Art of the Doge?

Art of the Doge?

Library of Law and Liberty

A few years ago, my beloved wife finally persuaded me to accompany her on a trip to Italy. It proved to be so sublime that tears come to my eyes whenever I reminisce about the history, culture, art, scenery, cuisine, wine, and very mood I experienced there. Italy was like a hint of heaven or a pilgrimage to the cradle of our civilization.

Perhaps what amazed me most was how eerily familiar I found one place in particular: the Most Serene Republic of Venice. For in the distant mirror of that medieval commercial republic I discerned unmistakable reflections of the values, institutions, and civil religion of modern Americans. From its founding in the 8th century to its abolition (by wicked Napoleon) a thousand years later, the Venetian Republic was officially Catholic. But its real religion was a prosperity gospel under the patronage of St.
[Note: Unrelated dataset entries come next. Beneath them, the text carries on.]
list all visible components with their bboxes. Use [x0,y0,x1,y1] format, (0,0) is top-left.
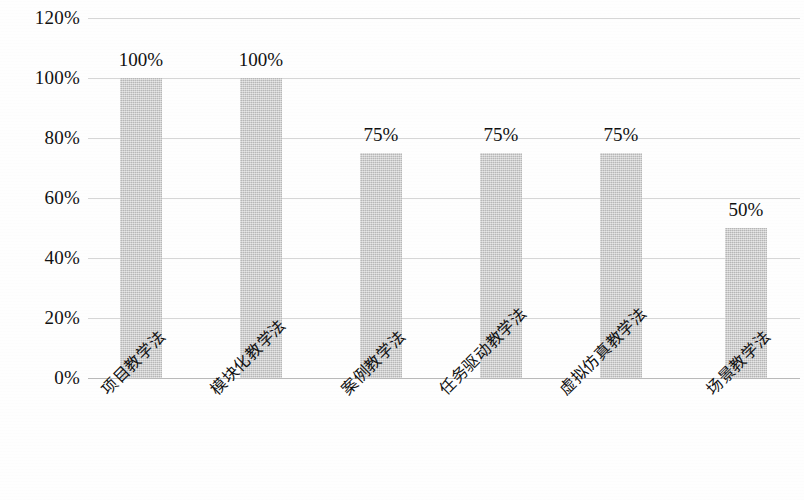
gridline [88,318,800,319]
y-axis-tick-label: 120% [0,8,80,27]
y-axis-tick-label: 0% [0,368,80,387]
y-axis-tick-label: 60% [0,188,80,207]
bar-chart: 0%20%40%60%80%100%120% 100%100%75%75%75%… [0,0,804,500]
gridline [88,258,800,259]
bar-value-label: 100% [101,50,181,69]
y-axis-tick-label: 40% [0,248,80,267]
bar-value-label: 75% [461,125,541,144]
bar-value-label: 75% [341,125,421,144]
gridline [88,198,800,199]
bar-value-label: 50% [706,200,786,219]
bar-value-label: 100% [221,50,301,69]
plot-area [88,18,800,378]
gridline [88,18,800,19]
gridline [88,78,800,79]
bar-value-label: 75% [581,125,661,144]
y-axis-tick-label: 80% [0,128,80,147]
y-axis-tick-label: 20% [0,308,80,327]
y-axis-tick-label: 100% [0,68,80,87]
gridline [88,138,800,139]
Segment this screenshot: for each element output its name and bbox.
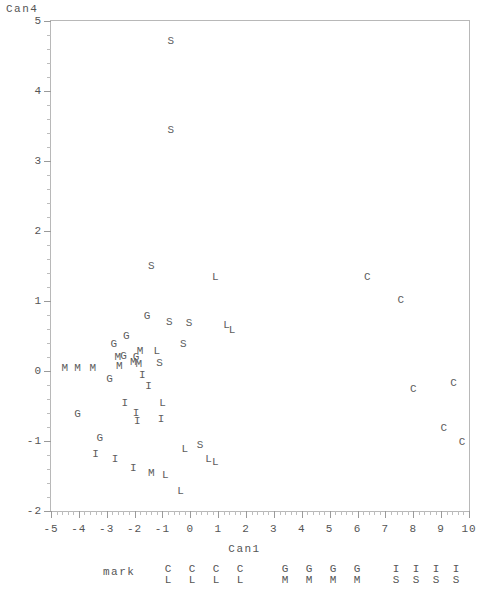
x-tick-minor: [424, 511, 425, 515]
x-tick-minor: [179, 511, 180, 515]
legend-entry: CL: [189, 564, 196, 586]
data-point-L: L: [212, 271, 219, 282]
x-tick-minor: [268, 511, 269, 515]
x-tick-minor: [224, 511, 225, 515]
y-tick-major: [44, 301, 51, 302]
x-tick-major: [358, 511, 359, 518]
legend-entry: GM: [354, 564, 361, 586]
y-tick-label: 4: [34, 85, 42, 97]
x-tick-minor: [90, 511, 91, 515]
x-tick-minor: [291, 511, 292, 515]
legend-entry-bottom: L: [189, 575, 196, 586]
data-point-G: G: [96, 432, 103, 443]
x-tick-label: -4: [71, 523, 86, 535]
x-tick-label: -2: [127, 523, 142, 535]
data-point-M: M: [115, 352, 122, 363]
x-tick-minor: [452, 511, 453, 515]
x-tick-minor: [280, 511, 281, 515]
x-tick-minor: [174, 511, 175, 515]
x-tick-minor: [201, 511, 202, 515]
x-tick-minor: [140, 511, 141, 515]
x-tick-minor: [235, 511, 236, 515]
x-tick-label: -3: [99, 523, 114, 535]
legend-entry-bottom: L: [213, 575, 220, 586]
data-point-M: M: [89, 362, 96, 373]
y-axis-title: Can4: [6, 3, 38, 15]
x-tick-minor: [240, 511, 241, 515]
x-tick-minor: [352, 511, 353, 515]
x-tick-label: 6: [354, 523, 362, 535]
x-axis-title: Can1: [0, 543, 489, 555]
x-tick-minor: [335, 511, 336, 515]
y-tick-major: [44, 231, 51, 232]
y-tick-major: [44, 21, 51, 22]
legend-entry: IS: [393, 564, 400, 586]
x-tick-major: [385, 511, 386, 518]
x-tick-label: 10: [461, 523, 476, 535]
data-point-L: L: [154, 346, 161, 357]
legend-entry-bottom: L: [237, 575, 244, 586]
data-point-I: I: [130, 462, 137, 473]
data-point-I: I: [112, 453, 119, 464]
data-point-C: C: [410, 383, 417, 394]
data-point-L: L: [162, 469, 169, 480]
x-tick-major: [441, 511, 442, 518]
data-point-L: L: [212, 457, 219, 468]
x-tick-minor: [397, 511, 398, 515]
legend-entry: GM: [306, 564, 313, 586]
x-tick-minor: [252, 511, 253, 515]
data-point-C: C: [397, 294, 404, 305]
x-tick-major: [51, 511, 52, 518]
data-point-I: I: [134, 416, 141, 427]
legend-title: mark: [103, 566, 135, 578]
x-tick-major: [218, 511, 219, 518]
x-tick-label: 5: [326, 523, 334, 535]
x-tick-minor: [263, 511, 264, 515]
legend-entry-bottom: M: [330, 575, 337, 586]
x-tick-minor: [73, 511, 74, 515]
legend-entry-bottom: M: [354, 575, 361, 586]
x-tick-major: [79, 511, 80, 518]
x-tick-minor: [374, 511, 375, 515]
data-point-G: G: [110, 339, 117, 350]
x-tick-minor: [419, 511, 420, 515]
x-tick-label: 7: [382, 523, 390, 535]
x-tick-minor: [257, 511, 258, 515]
data-point-S: S: [148, 261, 155, 272]
x-tick-label: 4: [298, 523, 306, 535]
x-tick-minor: [62, 511, 63, 515]
data-point-L: L: [229, 325, 236, 336]
x-tick-minor: [129, 511, 130, 515]
x-tick-minor: [341, 511, 342, 515]
data-point-G: G: [106, 374, 113, 385]
x-tick-minor: [307, 511, 308, 515]
y-tick-major: [44, 161, 51, 162]
x-tick-minor: [408, 511, 409, 515]
data-point-I: I: [92, 448, 99, 459]
data-point-S: S: [186, 318, 193, 329]
data-point-C: C: [459, 437, 466, 448]
legend: mark CLCLCLCLGMGMGMGMISISISIS: [0, 563, 489, 591]
x-tick-minor: [313, 511, 314, 515]
legend-entry-bottom: S: [413, 575, 420, 586]
y-tick-label: -2: [27, 505, 42, 517]
data-point-S: S: [197, 439, 204, 450]
data-point-L: L: [181, 444, 188, 455]
data-point-C: C: [441, 423, 448, 434]
x-tick-major: [469, 511, 470, 518]
data-point-C: C: [364, 271, 371, 282]
x-tick-minor: [185, 511, 186, 515]
data-point-S: S: [168, 35, 175, 46]
x-tick-minor: [436, 511, 437, 515]
x-tick-label: 3: [270, 523, 278, 535]
y-tick-major: [44, 441, 51, 442]
x-tick-minor: [84, 511, 85, 515]
x-tick-major: [274, 511, 275, 518]
legend-entry: CL: [165, 564, 172, 586]
x-tick-minor: [207, 511, 208, 515]
x-tick-major: [246, 511, 247, 518]
legend-entry-bottom: S: [393, 575, 400, 586]
data-point-G: G: [123, 331, 130, 342]
x-tick-minor: [391, 511, 392, 515]
legend-entry-bottom: M: [282, 575, 289, 586]
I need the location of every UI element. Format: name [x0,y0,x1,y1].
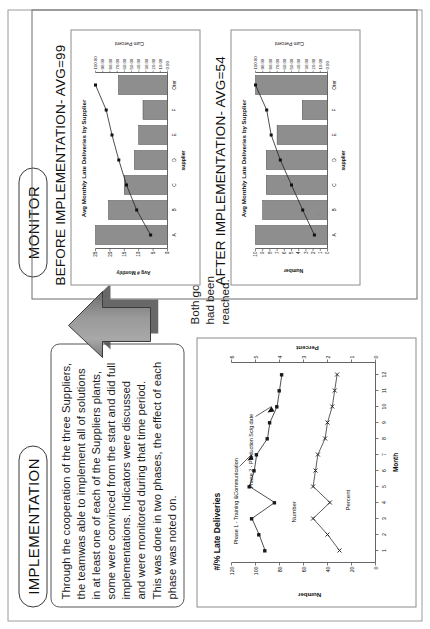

Mark, the Winged Lion who blessed the fleets and commerce of the maritime empire and sustained its power and wealth.

The cathedral of San Marco, font of spiritual authority, and the palace of the doge, font of civilian authority, are literally joined at the hip in Venice. The republic was governed by its business elites through an elaborate array of councils, but at the top stood the doge, who was elected for life. He served as high priest of the civil religion and established the template or operational code of Venetian administration, trade, diplomacy, and war.

Did Americans choose a sort of a doge in 2016?

Dwight Eisenhower, the last man to enter the White House without having previously been elected to public office, had a distinct operational code based on the military staff. Might Donald Trump’s modus operandi derive from his lifetime as an entrepreneur? In fact, he has already given us a candid answer which nearly all journalists and pundits have curiously ignored. It can be found in Trump: The Art of the Deal, his 1987 autobiography. Its ghostwriter, Tony Schwartz, now regrets his role in massaging the man’s image but does not disavow the book’s contents, which telegraphed 30 years ago Trump’s startling, successful leap into politics.

It begins in disarming fashion by assuring readers, “I don’t do it for the money. I’ve got enough, much more than I’ll ever need. I do it to do it. Deals are my art form.” So Trump is an artist!